Freeway Express does an admittedly clever job of hiding these shortcomings at first. It lets you drag and drop elements onto your pages anywhere you want, sized however you prefer. It doesn’t actually generate the underlying HTML code until you preview your site. This might actually be a clever solution to avoid cluttering up clean code with layers of revisions, if that code were up to modern standards. As it is, the separation merely makes it harder for you to easily see how your site will look as you edit it. Too often, you just get empty boxes with labels on them.

Once you figure out how to use Freeway Express, you can actually accomplish some pretty nifty tricks. Though I wasn’t impressed with Freeway’s paltry, unappealing roster of standard fonts, I did appreciate its ability to create fully editable graphical text elements using any of my system fonts. Configuring the built-in, no-frills FTP to upload my files required only minimal fiddling with the settings. I also built a reasonably slick CSS dropdown menu, and followed the exhaustive tutorial in the instruction manual to construct an interactive photo gallery, complete with selectable thumbnails that displayed a larger image.

Unfortunately, many of the more complex tasks I mentioned prove woefully unintuitive, thanks to an interface that hides a lot of key commands in menus, displays different options in different places without obvious clues to help you understand those distinctions, and demands you follow steps that seem more like programming workarounds than logical procedures.

To make that CSS menu I mentioned, I couldn’t just select the “CSS Menu” action—one of Freeway Express’s army of interactive or specialized page elements, which can be expanded with downloads from the program’s online repository—and then build how I wanted it to look and where I wanted each link to go, as I could in other programs I’ve tested.

Instead, I had to create a text box, use poorly marked arrow buttons to indent some elements of the text into a bullet-pointed list, apply links to each item via a command hidden in the program’s menus, and apply the CSS Menu action to that list, and then style the menu’s appearance in one of the many obtrusive floating palettes that always seemed to hover over whatever part of the screen I needed to see. I would’ve had no idea how to do any of that if I hadn’t consulted Freeway Express’s clearly written, numbingly thorough help manual.

Building that interactive photo gallery proved similarly obtuse, as I jumped back and forth between multiple Inspector tabs for multiple Actions applied to various stacks of elements. It still worked better than Freeway Express’s actual photo gallery action, which just manifested a big, blank box. I’m sure reading the manual would have clued me in – but I’ve tested plenty of other programs whose design made it obvious how to set up a gallery without having to lunge for the help files.

I have no doubt that if I toughed out the learning curve, I’d find myself able to accomplish even more impressive feats with Freeway Express. The sheer number of built-in actions, not to mention the downloadable add-ons, suggest a program with more depth and breadth than many others I’ve tested in the past few months. But expending that effort hardly seems worthwhile if it only yields sites built on creaky, cluttered, dust-covered code.

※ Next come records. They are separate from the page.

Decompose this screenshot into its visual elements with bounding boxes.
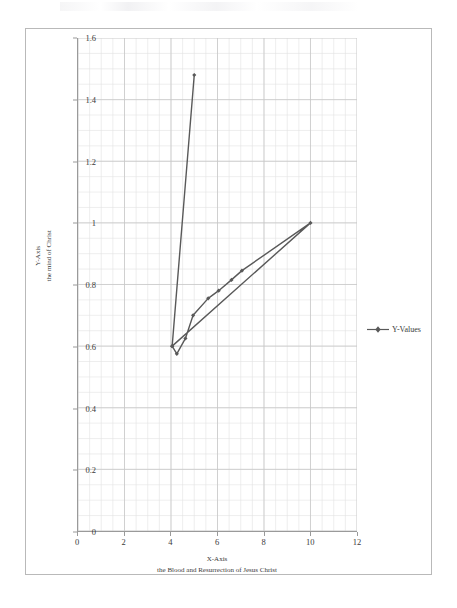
x-tick-mark xyxy=(170,532,171,536)
legend-marker-icon xyxy=(367,325,389,334)
x-tick-mark xyxy=(77,532,78,536)
x-tick-label: 12 xyxy=(337,538,377,547)
y-tick-mark xyxy=(73,285,77,286)
y-axis-title-sub: the mind of Christ xyxy=(44,181,55,331)
y-tick-mark xyxy=(73,161,77,162)
scan-artifact xyxy=(60,2,400,11)
x-axis-title-main: X-Axis xyxy=(77,554,357,565)
y-axis-title-main: Y-Axis xyxy=(33,181,44,331)
x-tick-mark xyxy=(217,532,218,536)
y-tick-mark xyxy=(73,223,77,224)
x-tick-mark xyxy=(124,532,125,536)
x-tick-label: 2 xyxy=(104,538,144,547)
y-axis-title: Y-Axis the mind of Christ xyxy=(33,181,55,331)
x-axis-title: X-Axis the Blood and Resurrection of Jes… xyxy=(77,554,357,576)
y-tick-mark xyxy=(73,38,77,39)
x-tick-label: 8 xyxy=(244,538,284,547)
x-tick-mark xyxy=(310,532,311,536)
y-tick-mark xyxy=(73,408,77,409)
chart-frame: 00.20.40.60.811.21.41.6 024681012 X-Axis… xyxy=(25,28,432,575)
x-axis-title-sub: the Blood and Resurrection of Jesus Chri… xyxy=(77,565,357,576)
x-tick-label: 6 xyxy=(197,538,237,547)
plot-area xyxy=(77,38,357,532)
y-tick-mark xyxy=(73,99,77,100)
x-tick-mark xyxy=(264,532,265,536)
x-tick-label: 0 xyxy=(57,538,97,547)
x-tick-mark xyxy=(357,532,358,536)
data-series-y-values[interactable] xyxy=(78,38,357,531)
x-tick-label: 4 xyxy=(150,538,190,547)
y-tick-mark xyxy=(73,346,77,347)
y-tick-mark xyxy=(73,470,77,471)
legend-label-y-values: Y-Values xyxy=(392,326,421,334)
x-tick-label: 10 xyxy=(290,538,330,547)
chart-legend[interactable]: Y-Values xyxy=(367,325,421,334)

Freeway Express seems outdated by design, since creators Softpress also offer the much more modern Freeway Pro. This shiny new version supports HTML5, CSS positioning, responsive design, and more. I didn’t evaluate Freeway Pro, but its feature set looks legitimately impressive.

However, Freeway Pro still appears saddled with much of Express’s same baffling look and feel. And at $150, it’s nearly twice as expensive as any other Mac web design program I’ve evaluated, including several that provide a respectable portion of its abilities within far friendlier, more intuitive interfaces.

Freeway Express feels like a bumpy stretch of dead-end road. The Pro version’s abundant features might be worthwhile for patient users with money to burn, but I can’t recommend Express to even the most cash-strapped designers. Learning to write code in a text editor matches Freeway Express’s zero-dollar price tag, probably requires no more of a time commitment, and will produce better results in the end.